A party that takes interest in a project. The stakeholder is either a real person, an organization or group, or represents a class of individuals, groups or organizations.
Resources are books, webpages, videocasts relevant for the project. Add important information to your project about resources that lie outside the control of your team.
Glossary items are part of the domain glossary for the project. Glossaries support the team to use terms of the domain consistently in conversations and documentation.
The homepage of a developer's daily diary pages. Consider to add your diary to your personal space!
Document an Iteration that may be linked from JIRA. Allows the team to set the goal and add notes relevant to a particular iteration.
Document the semantics of a tag. May also be used to document Confluence labels.

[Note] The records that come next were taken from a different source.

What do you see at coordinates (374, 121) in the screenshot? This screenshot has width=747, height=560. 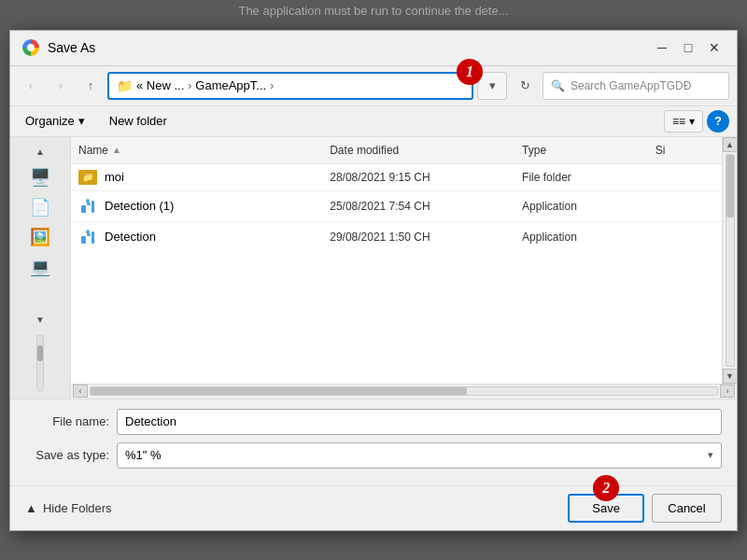 I see `toolbar: Organize ▾ New folder ≡≡ ▾ ?` at bounding box center [374, 121].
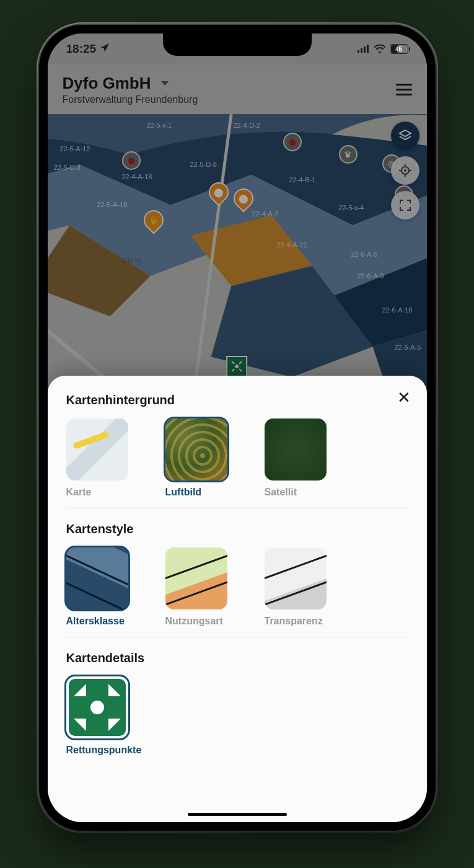 The image size is (474, 868). Describe the element at coordinates (196, 578) in the screenshot. I see `nutzungsart-thumbnail-icon` at that location.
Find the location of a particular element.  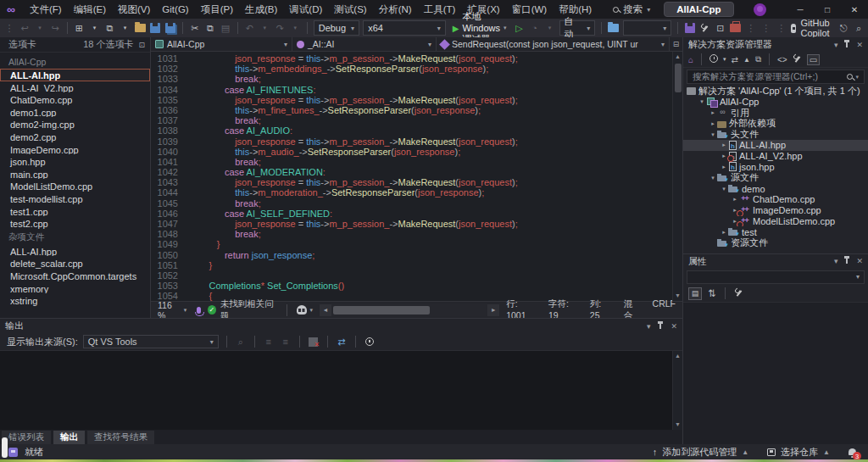

scroll-left-icon: ◄ is located at coordinates (326, 310).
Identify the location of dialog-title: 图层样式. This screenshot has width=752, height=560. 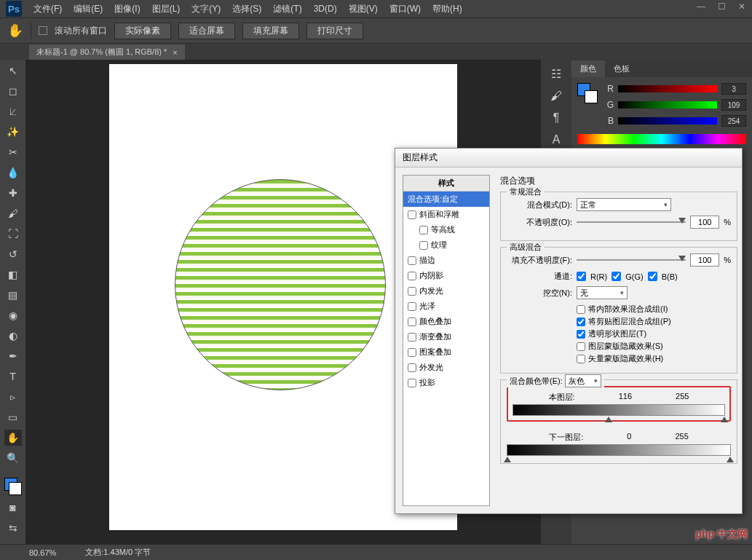
(569, 158).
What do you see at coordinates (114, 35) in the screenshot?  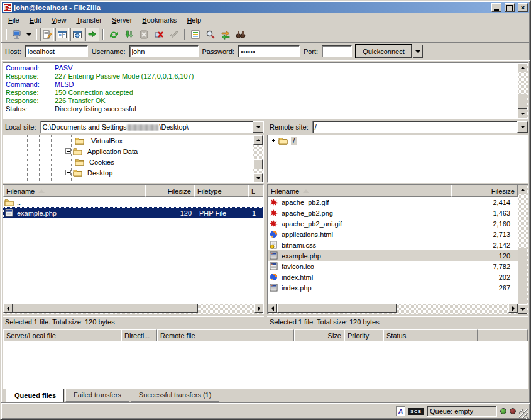 I see `refresh-button` at bounding box center [114, 35].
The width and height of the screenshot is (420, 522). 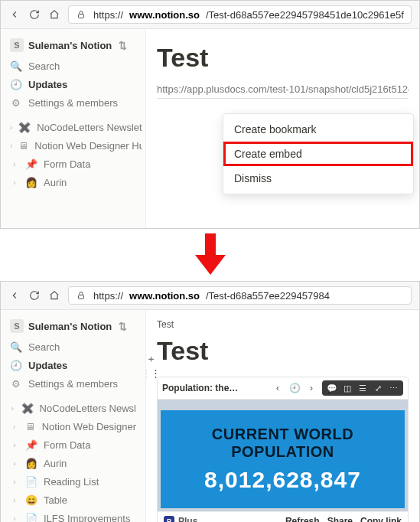 I want to click on embed-tool-group: 💬 ◫ ☰ ⤢ ⋯, so click(x=363, y=388).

Each doctype can be categorized by a doctype-specific type property (e.g. Topic Type for the Topic doctype).

Macros

The following macros of the projectdoc Toolbox support communities of practice.

Resource Short Description Categories
Sections of a document are typically part of a document. But the size of sections may vary. To support a team to write collaboratively on the documentation, a larger document may be subdivided into external section documents.
Marks a piece of content within a document. This content can be referenced for transclusion.
Transcludes content from a document marked with the content marker macro.
Renders transcluded content fetched from documents of a result set.
Lists references to projectdoc documents in a table. Allows to select document properties for columns. Also non-list representations are provided.
Renders a predefined list of documents in a table.
Renders a box containing a pending message to be handled later by the author.
Renders a box containing a feedback message from a reader with write privilege.
Renders a box containing a fault message reported by a team member for the author.
Renders transcluded content fetched from documents of a result set.
Merges tables (and lists) into one table (or list).